ARTS & CULTURE

Violinist: ‘Expressiveness of dance transcends language barrier’

January 19, 2009 10:55, Last Updated: October 1, 2015 22:21
By Helena Zhu and Xuemei Liu

Mr. Barnes, a violinist, and Ms. Dillon found the Divine Performing Arts dance and music complement each other. (Youzhi Ma/The Epoch Times)

SEATTLE—As the Year of the Ox nears, Divine Performing Arts (DPA) Chinese New Year Spectacular brought a celebration of Chinese culture to the beautiful Emerald City on January 18.

In the heart of Seattle lies the historical and majestic Paramount Theater, where DPA enchanted thousands in two shows on Sunday. Among them were Mr. Barnes, a violinist, and Ms. Dillon, a vocational rehabilitation counsellor.

“I have always been an admirer of Chinese culture. I do Chinese painting and I thought it was very interesting from a Western perspective. It was beautiful, beautifully performed. … The music and dance matched very much together,” said Ms. Dillon.

Mr. Barnes agreed. “They complement each other wonderfully,” he said.

Dance and music complement each other

“Musically I thought the performance was excellent,” said Mr. Barnes. “There was a sense of what we call ensemble, which means the individuals are as a group. They are very much unified in their approach.”

The DPA Orchestra has assembled together virtuosos playing both Chinese and Western instruments, creating a masterful fusion of music from two of the greatest classical music traditions.

Mr. Barnes said he especially noticed a precision and subtlety in the music that “went beyond the mecanics of just performing a note” and that there was a “fluidity to both the music and the dance that was very unifying and very expressive.”

Swinging his arms to demonstrate the dancers’ different movements, Mr Barnes said “the expressiveness of the dancers is telling a story transcending the language barrier, so you could tell what the dancers were trying to convey and you could hear what the musicians were trying to convey to tell a story to people who do not have the language.”

Chinese classical dance, the centrepiece of the DPA shows, is one of the most comprehensive dance systems in the world alongside ballet. It is known for its expressiveness in addition to its training of strength and flexibility.

 

“They were very, very interactive. They obviously rehearsed very, very carefully and they are disciplined. And their technical performance was amazing,” said Ms. Dillon.

‘A wakeup call’

“My thought was that the Chinese culture has been recently bombarded with so much propaganda. … Because it seemed a lot more propaganda-oriented than our Western kind of cultural and artistically we seem to have more freedom, and probably we take it for granted,” said Ms. Dillon.

“And I think we don’t deal with so many issues in our culture because we kind of take our freedom for granted. We have a lot of freedom of expression and that’s not the case [in China]. So I think this is kind of a wakeup call for me to be more aware and sensitive to that.

“So it’s kind of a wakeup call for the cultural repression that the Chinese people have had to go through. So that’s what I really took away from [the show] more than anything else.”

China was referred to as the "Land of the Divine” by the Chinese people for the past 5,000 years. But for the last six decades, much of the essence and meaning of the culture was destroyed and denied under the communist regime, especially during the Cultural Revolution.

“I’m assuming the communist party and the influence of Mao and some of the very negative influences, in my opinion, they have on the Chinese culture,” said Mr. Barnes.

“The use of the word ‘Cultural Revolution,’ which was a much more negative thing trying to put a positive spin onto what I felt was very much a repressive regime. And I felt that Chairman Mao had a very similar philosophy—very negative to the country and very, very oppressive to the Chinese people, the Chinese culture, and those very things which I saw.”

A piece called, Heaven Awaits Us Despite Persecution, depicts a scenario paralleling many in modern China. A father who is a practitioner of Falun Dafa, a traditional spiritual discipline, is persecuted to death by the communist regime, leaving his family broken.

“[China should have] traditional value of what Chinese culture for thousands of years has represented as approached to how it’s been negatively influenced by people like Mao. And I thought there was definitely a statement saying there’s a different China and a different culture that exists from what we might, in the West, get from our own press,” said Mr. Barnes.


TASK BRIEF.
Examine each line of the data. Copy those that contain the string "supervision".

Dataset excerpts:

+ + + +

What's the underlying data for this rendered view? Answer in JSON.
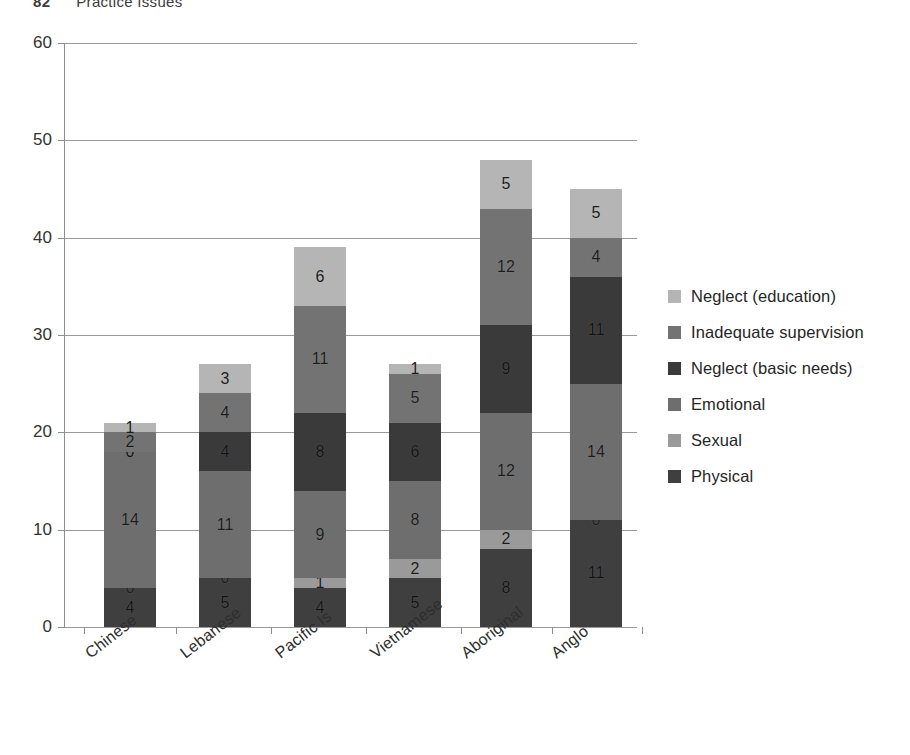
{
  "running_head": {
    "folio": "82",
    "title": "Practice Issues"
  },
  "chart_data": {
    "type": "bar",
    "subtype": "stacked-bar",
    "title": "",
    "xlabel": "",
    "ylabel": "",
    "ylim": [
      0,
      60
    ],
    "yticks": [
      0,
      10,
      20,
      30,
      40,
      50,
      60
    ],
    "grid": true,
    "legend_position": "right",
    "categories": [
      "Chinese",
      "Lebanese",
      "Pacific Is",
      "Vietnamese",
      "Aboriginal",
      "Anglo"
    ],
    "series": [
      {
        "name": "Physical",
        "color": "#3f3f3f",
        "values": [
          4,
          5,
          4,
          5,
          8,
          11
        ]
      },
      {
        "name": "Sexual",
        "color": "#9a9a9a",
        "values": [
          0,
          0,
          1,
          2,
          2,
          0
        ]
      },
      {
        "name": "Emotional",
        "color": "#6e6e6e",
        "values": [
          14,
          11,
          9,
          8,
          12,
          14
        ]
      },
      {
        "name": "Neglect (basic needs)",
        "color": "#3a3a3a",
        "values": [
          0,
          4,
          8,
          6,
          9,
          11
        ]
      },
      {
        "name": "Inadequate supervision",
        "color": "#737373",
        "values": [
          2,
          4,
          11,
          5,
          12,
          4
        ]
      },
      {
        "name": "Neglect (education)",
        "color": "#b5b5b5",
        "values": [
          1,
          3,
          6,
          1,
          5,
          5
        ]
      }
    ],
    "totals": [
      21,
      27,
      39,
      27,
      48,
      45
    ],
    "legend": [
      {
        "label": "Neglect (education)",
        "color": "#b5b5b5"
      },
      {
        "label": "Inadequate supervision",
        "color": "#737373"
      },
      {
        "label": "Neglect (basic needs)",
        "color": "#3a3a3a"
      },
      {
        "label": "Emotional",
        "color": "#6e6e6e"
      },
      {
        "label": "Sexual",
        "color": "#9a9a9a"
      },
      {
        "label": "Physical",
        "color": "#3f3f3f"
      }
    ]
  }
}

+ + + +

WRITTEN ANSWER.
        "name": "Inadequate supervision",
        "label": "Inadequate supervision",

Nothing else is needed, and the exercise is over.